Senior US, South Korean and Japanese officials are meeting in Washington today to work out a solution to the crisis over North Korea’s weapons of mass destruction. North Korea has offered to negotiate unconditionally with the US in exchange for a non-aggression pact, but the Bush Administration says it won’t talk directly with Pyong Yang unless it agrees to scrap it’s nuclear weapons program. Meanwhile in Iraq, UN weapons inspectors are stepping up pressure on the Baghdad regime ahead of a Jan 27 deadline. Iraqi President Saddam Hussein today accused the weapons inspectors of engaging in weapons work at the behest of the US. Some Bush Administration critics question the administration’s two approaches to the crisis. Susan  wood has more from the UN.

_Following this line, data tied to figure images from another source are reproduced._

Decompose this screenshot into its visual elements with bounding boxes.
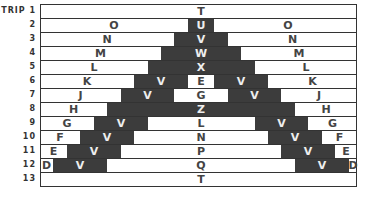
strip-row: EKKVV — [40, 75, 357, 89]
strip-row: T — [40, 4, 357, 19]
right-letter: J — [309, 89, 329, 102]
right-letter: O — [278, 19, 298, 32]
center-letter: T — [191, 5, 211, 18]
left-letter: D — [37, 159, 57, 172]
left-letter: O — [104, 19, 124, 32]
strip-number-label: 2 — [29, 20, 36, 29]
left-letter: K — [77, 75, 97, 88]
strip-number-label: 12 — [23, 160, 36, 169]
strip-number-label: 5 — [29, 62, 36, 71]
strip-row: WMM — [40, 47, 357, 61]
strip-row: UOO — [40, 19, 357, 33]
left-letter: F — [50, 131, 70, 144]
strip-row: QDDVV — [40, 159, 357, 173]
center-letter: X — [191, 61, 211, 74]
strip-row: ZHH — [40, 103, 357, 117]
strip-row: NFFVV — [40, 131, 357, 145]
center-letter: E — [191, 75, 211, 88]
strip-row: T — [40, 173, 357, 187]
center-letter: N — [191, 131, 211, 144]
v-letter-right: V — [272, 117, 292, 130]
right-letter: M — [289, 47, 309, 60]
strip-row: GJJVV — [40, 89, 357, 103]
strip-row: VNN — [40, 33, 357, 47]
strip-row: XLL — [40, 61, 357, 75]
strip-number-label: STRIP 1 — [0, 6, 36, 15]
v-letter-right: V — [312, 159, 332, 172]
center-letter: Q — [191, 159, 211, 172]
v-letter-right: V — [231, 75, 251, 88]
right-letter: F — [330, 131, 350, 144]
right-letter: K — [303, 75, 323, 88]
v-letter-left: V — [84, 145, 104, 158]
right-letter: L — [296, 61, 316, 74]
v-letter-left: V — [70, 159, 90, 172]
strip-number-label: 7 — [29, 90, 36, 99]
right-letter: N — [283, 33, 303, 46]
v-letter-right: V — [245, 89, 265, 102]
left-letter: H — [64, 103, 84, 116]
v-letter-left: V — [138, 89, 158, 102]
strip-number-label: 10 — [23, 132, 36, 141]
left-letter: L — [84, 61, 104, 74]
strip-number-label: 3 — [29, 34, 36, 43]
right-letter: G — [323, 117, 343, 130]
center-letter: V — [191, 33, 211, 46]
v-letter-left: V — [111, 117, 131, 130]
center-letter: L — [191, 117, 211, 130]
strip-number-label: 6 — [29, 76, 36, 85]
v-letter-right: V — [298, 145, 318, 158]
strip-row: LGGVV — [40, 117, 357, 131]
strip-row: PEEVV — [40, 145, 357, 159]
left-letter: G — [57, 117, 77, 130]
center-letter: G — [191, 89, 211, 102]
v-letter-left: V — [151, 75, 171, 88]
right-letter: D — [343, 159, 363, 172]
strip-number-label: 9 — [29, 118, 36, 127]
center-letter: U — [191, 19, 211, 32]
right-letter: E — [336, 145, 356, 158]
strip-number-label: 11 — [23, 146, 36, 155]
strip-number-label: 13 — [23, 174, 36, 183]
left-letter: J — [71, 89, 91, 102]
left-letter: N — [97, 33, 117, 46]
left-letter: M — [91, 47, 111, 60]
right-letter: H — [316, 103, 336, 116]
strip-number-label: 8 — [29, 104, 36, 113]
center-letter: Z — [191, 103, 211, 116]
v-letter-left: V — [97, 131, 117, 144]
strip-number-label: 4 — [29, 48, 36, 57]
center-letter: P — [191, 145, 211, 158]
v-letter-right: V — [285, 131, 305, 144]
center-letter: W — [191, 47, 211, 60]
left-letter: E — [44, 145, 64, 158]
center-letter: T — [191, 173, 211, 186]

Turks Still Suffer from First Gulf War
Turkey’s Prime Minister Abdullah Gul is in Amman today meeting with Jordan’s King Abdullah. It’s Gul’s third high level meeting in three days and its being trumpeted as a major diplomatic offensive by the Turkish government designed to prevent the war. Over the weekend Gul met with Syrian president Bashar Assad and Egyptian president Hosni Mubarak. All three leaders said they are against the war but at the same time continue to prepare for a US lead assault. As Aaron Glantz reports from Nusyaibin, Turkey’s Kurdish population is still suffering from the last Gulf War waged by George Bush Senior.

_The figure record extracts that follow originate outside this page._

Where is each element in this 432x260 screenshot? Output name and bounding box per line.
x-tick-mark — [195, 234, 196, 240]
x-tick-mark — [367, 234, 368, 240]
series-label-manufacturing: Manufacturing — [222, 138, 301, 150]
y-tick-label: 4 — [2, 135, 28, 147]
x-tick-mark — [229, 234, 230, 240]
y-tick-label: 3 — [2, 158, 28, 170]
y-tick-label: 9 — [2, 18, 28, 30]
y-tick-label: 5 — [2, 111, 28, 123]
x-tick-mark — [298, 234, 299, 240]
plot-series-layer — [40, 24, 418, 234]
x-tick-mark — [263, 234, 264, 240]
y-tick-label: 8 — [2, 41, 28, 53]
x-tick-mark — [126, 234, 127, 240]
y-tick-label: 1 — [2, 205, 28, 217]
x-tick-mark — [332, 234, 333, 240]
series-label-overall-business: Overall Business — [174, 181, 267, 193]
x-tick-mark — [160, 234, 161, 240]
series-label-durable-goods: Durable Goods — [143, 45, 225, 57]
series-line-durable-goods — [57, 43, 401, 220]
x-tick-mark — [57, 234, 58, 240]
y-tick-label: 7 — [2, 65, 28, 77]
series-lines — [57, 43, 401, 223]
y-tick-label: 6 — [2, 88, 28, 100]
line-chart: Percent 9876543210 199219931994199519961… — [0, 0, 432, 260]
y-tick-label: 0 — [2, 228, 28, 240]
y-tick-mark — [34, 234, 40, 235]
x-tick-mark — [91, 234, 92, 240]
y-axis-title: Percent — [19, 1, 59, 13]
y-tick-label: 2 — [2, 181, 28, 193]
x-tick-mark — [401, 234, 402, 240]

Congress Back – Who Profits?
The 108th US Congress starts work tomorrow under Republican control, and with a Republican in the White House. Josh Chaffin reports from DC on who paid for the 108th Congress, and what they can expect to get for their money.

Impeach Bush?
Last week, U.S. District Court Judge John D. Bates ruled that Ohio Congressman Dennis Kucinich and 31 other Democratic Representatives did not have standing to sue George W. Bush, Colin Powell and Donald Rumsfeld to challenge Bush’s withdrawal, without the approval of Congress, from the 1972 Anti-Ballistic Missile Treaty. In ruling that the treaty termination issue was a political question best left to the political branches of government, the judge added that Congress has many ways to influence a President’s actions, including impeachment. That’s exactly what some people feel Bush, Cheney, Rumsfeld and Ashcroft deserve for their plans to wage war on Iraq and for their imposition of what many are calling a police state in America. A distinguished legal expert is standing by to help any member of Congress who is willing to initiate the impeachment process. Kellia Ramares has more.

Coca-Cola Consumes India
For the last eight months, the indigenous people and the local peasantry in a forest hamlet in India has been fighting US multinational Coca-Cola. The bottling plant of Coca-Cola, in the words of locals “has been digging our graveyards ever-since it came to our locality.” Coca-Cola’s bottling plant in the southern Indian state of Kerala, was set up three years ago in the middle of fertile agricultural land. It encompasses one of the hottest biodiversity spots in the world, home to numerous species unseen in any other parts of the world. The Coca-Cola plant extracts 1.5 million liters of groundwater per day has sucked the local dams dry and thousands of indigenous people and small farmers are furious. Fighting under the banner of Janakeeya Cheruthunilpu Vedi, or People’s Resistance Forum, today is the 253rd day of their strike. Our correspondent, Vinod Jose reports from Plachimada village in South India.